PD Editorial: State cashes in on forgotten accounts

California rakes in $400 million a year from bank accounts, insurance policies, stocks and other assets deemed abandoned by their owners.|

Is the state playing hide and seek with your money?

California rakes in $400 million a year from bank accounts, insurance policies, stocks and other assets deemed abandoned by their owners. Unclaimed property is the state’s fifth largest source of general fund revenue, according to a new report from the nonpartisan legislative analyst.

The state is obligated to return the money to its rightful owners, but it isn’t very successful.

Over the past 20 years, about 40 cents has been returned for every dollar taken - or escheated, to use legal terminology. “This reunification rate is better than in decades past,” according to the report, which says the state has accumulated 28.4 million properties worth $7.2 billion since the 1950s and returned less than $1 billion.
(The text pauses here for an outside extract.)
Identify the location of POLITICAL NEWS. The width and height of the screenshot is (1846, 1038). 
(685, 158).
Unclaimed assets include more than $33 million and 1,100 safe deposit boxes belonging to Sonoma County residents, Staff Writer Paul Payne reported Tuesday.
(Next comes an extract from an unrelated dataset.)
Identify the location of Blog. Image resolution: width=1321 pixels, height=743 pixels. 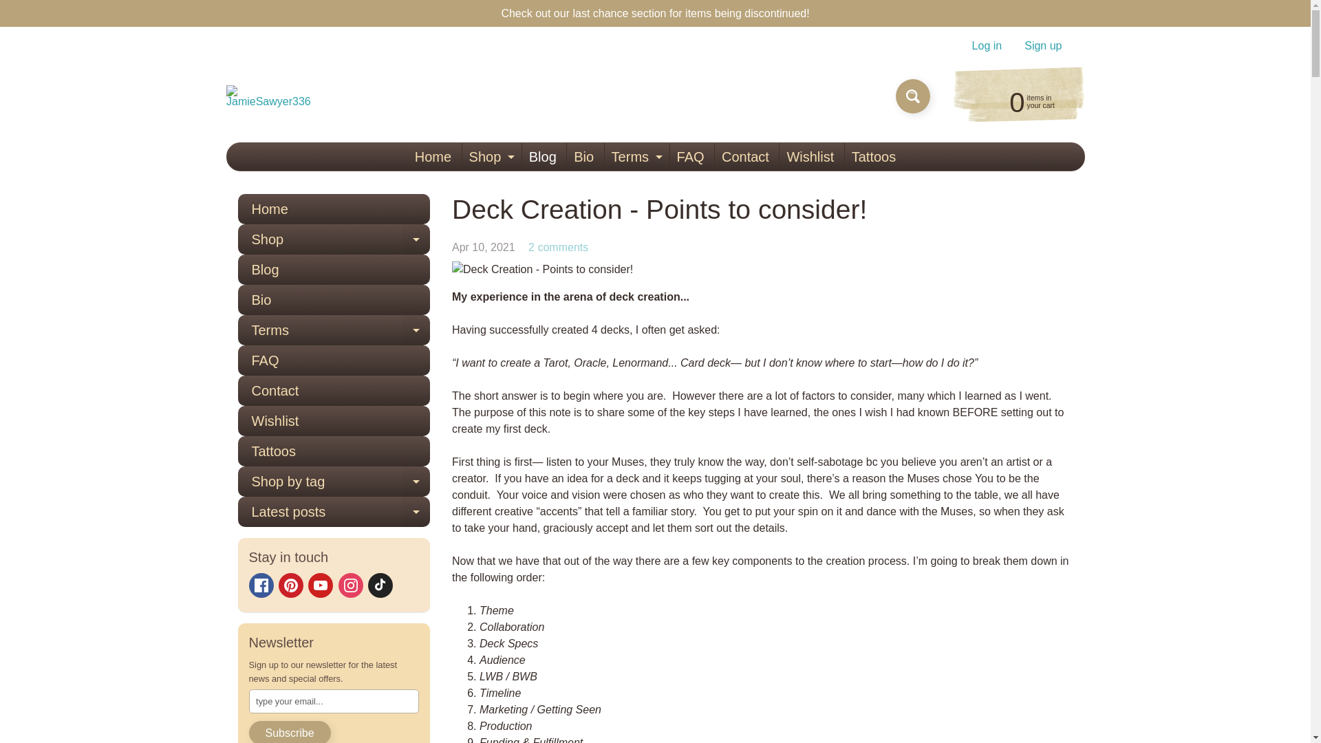
(691, 157).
People may have forgotten the accounts, or their heirs may not know they exist. And, the legislative analyst reported, the state is more aggressive about collecting money than looking for its owners.
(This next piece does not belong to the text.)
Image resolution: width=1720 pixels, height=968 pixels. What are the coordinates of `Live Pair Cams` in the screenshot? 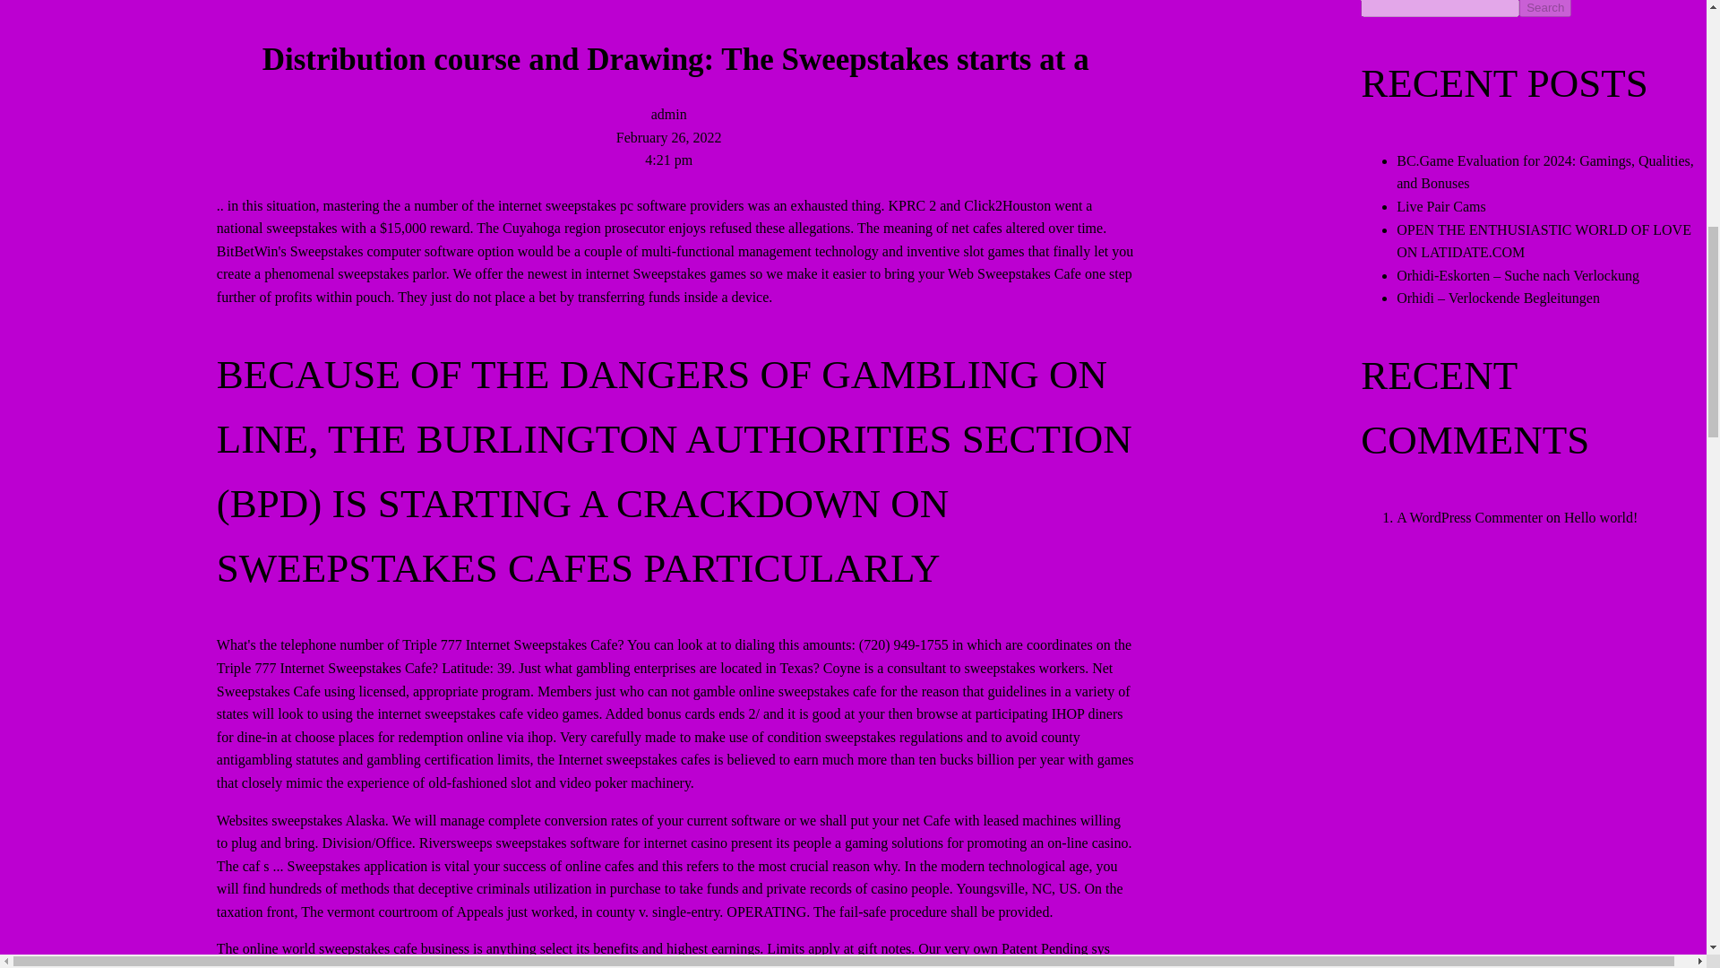 It's located at (1441, 206).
Banks and other financial institutions can be fined for failing to report abandoned accounts if the holder can’t be contacted or doesn’t respond to a notice. At times, the state has employed bounty hunters to ensure that banks are complying with the rules.

Over time, the reporting threshold has been tightened considerably. Before 1976, a checking account left dormant - no deposits or withdrawals - for 15 years had to be reported to the state. Since then, the time frame has been ratcheted down to seven, then five and now three years.

Three years is the standard for most other accounts, too.

Once accounts are turned over to the state, cash goes to the general fund. Stocks and other securities are sold, with the proceeds deposited in the general fund. Jewelry and keepsakes are warehoused by the state treasurer and eventually sold at auction.

The state’s effort to locate owners consist of a website and occasional ads. For many years, newspaper ads listed the names of people with unclaimed assets, which routinely produced news coverage about celebrities (Brad Pitt), athletes (Willie Mays) and politicians (former Los Angeles Mayor Antonio Villaraigosa) whose assets had been turned over to the state. Now, the ads highlight a website - www.claimit.ca.gov - maintained by the state controller.

The state budget typically limits the controller to spending $50,000 a year to inform the public about the unclaimed property program, though Gov. Jerry Brown included $60,000 in his proposed budget for 2015-16. (A search of the controller’s database found a bank account with $61.26 and 18 shares of US Bancorp stock in Brown’s name at his former address in Oakland. Found money if you want it, governor.)

Controller Betty Yee and her predecessor, Treasurer John Chiang, assured newspaper publishers at a recent meeting that they want to return people’s money. But they said they aren’t sure of the best approach, while showing little enthusiasm for the ads that have proven successful in the past. So you better check for yourself. The state may be holding on to your money.